Like Bittrex, Coinbase is starting to signal a US exit, citing regulatory issues. The firm has recently secured a license to operate in Bermuda, indicating that the company is doubling down on plans to expand its foreign operations at a time when US regulators have proven unfriendly to the crypto industry.

“I think the U.S. has the potential to be an important market for crypto, but right now we are not seeing that regulatory clarity that we need,” CEO Brian Armstrong said at Fintech Week in London. “I think in a number of years if we don’t see that regulatory clarity emerge in the U.S. we may have to consider investing more elsewhere in the world.”

However, unlike Bittrex, Coinbase made a preemptive strike and took it upon itself to take the SEC to court first.
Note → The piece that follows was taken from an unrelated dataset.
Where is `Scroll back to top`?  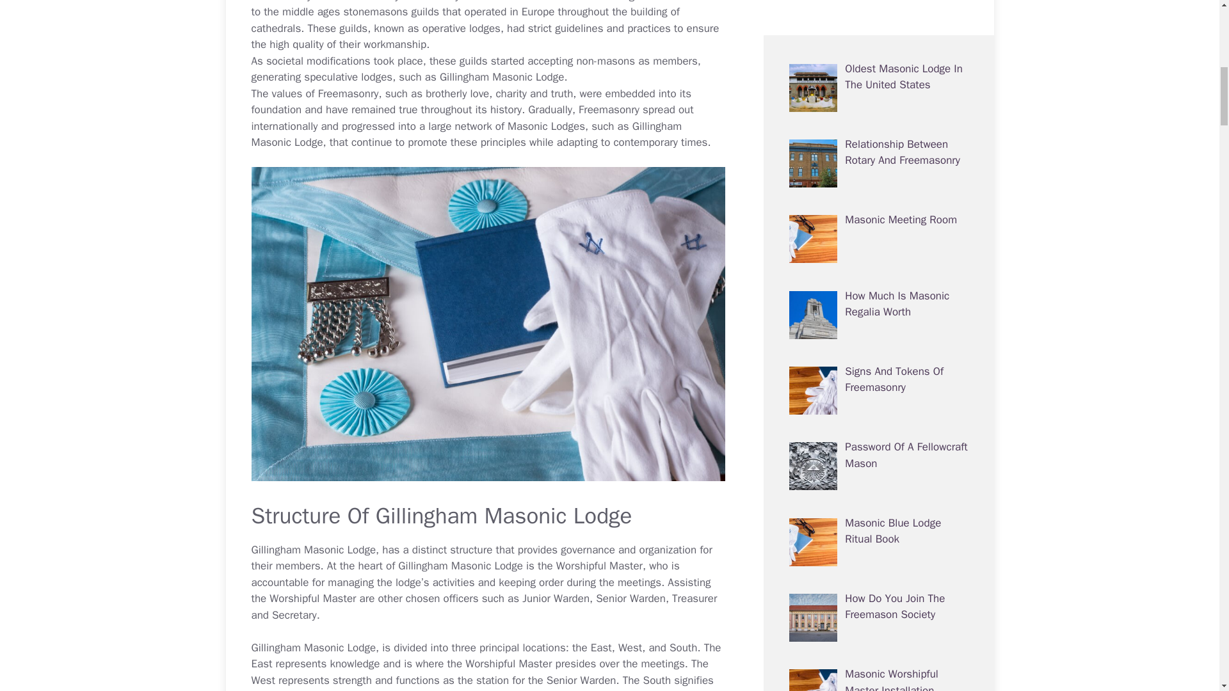 Scroll back to top is located at coordinates (1187, 607).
The crypto exchange asked a US federal judge to order the SEC to reply to its earlier regulation petition within seven days in a narrow action.

In July last year, Coinbase requested that the SEC propose and adopt guidelines to define which digital assets are securities and how securities laws would apply to digital assets.

“Coinbase does not ask the Court to instruct the agency how to respond. It simply requests that the Court order the SEC to respond at all,” Coinbase said in a federal court filing.

Coinbase even doubled down and made a public video message to the SEC, responding to the agency’s Wells notice, asking the agency not to pursue enforcement action against the business for the sake of the SEC.

In its Wells submission in response to SEC’s issuance of its infamous Wells notice, Coinbase warned that “if the Commission pursues this matter, it will face a well-resourced adversary that will necessarily be motivated to exhaust all avenues.”

“Coinbase has never wanted to litigate with the Commission. The Commission should not want to litigate either. Litigation will put the Commission’s own actions on trial, erode public trust cultivated over decades, undermine incentives for market participants to engage with the Commission in good faith, and present significant risks to broad aspects of the Commission’s enforcement program,” the crypto exchange said.

Arguably, however, given the recent examples made out of SEC’s intensifying crypto crackdown, observers see that this Wells response doesn’t bode well for Coinbase’s prospects. The heart of the matter will still go back to defining/disproving the crypto firm’s services as securities, despite public pronouncements of either side.


Information for this briefing was found via Reuters and the sources mentioned. The author has no securities or affiliations related to this organization. Not a recommendation to buy or sell. Always do additional research and consult a professional before purchasing a security. The author holds no licenses.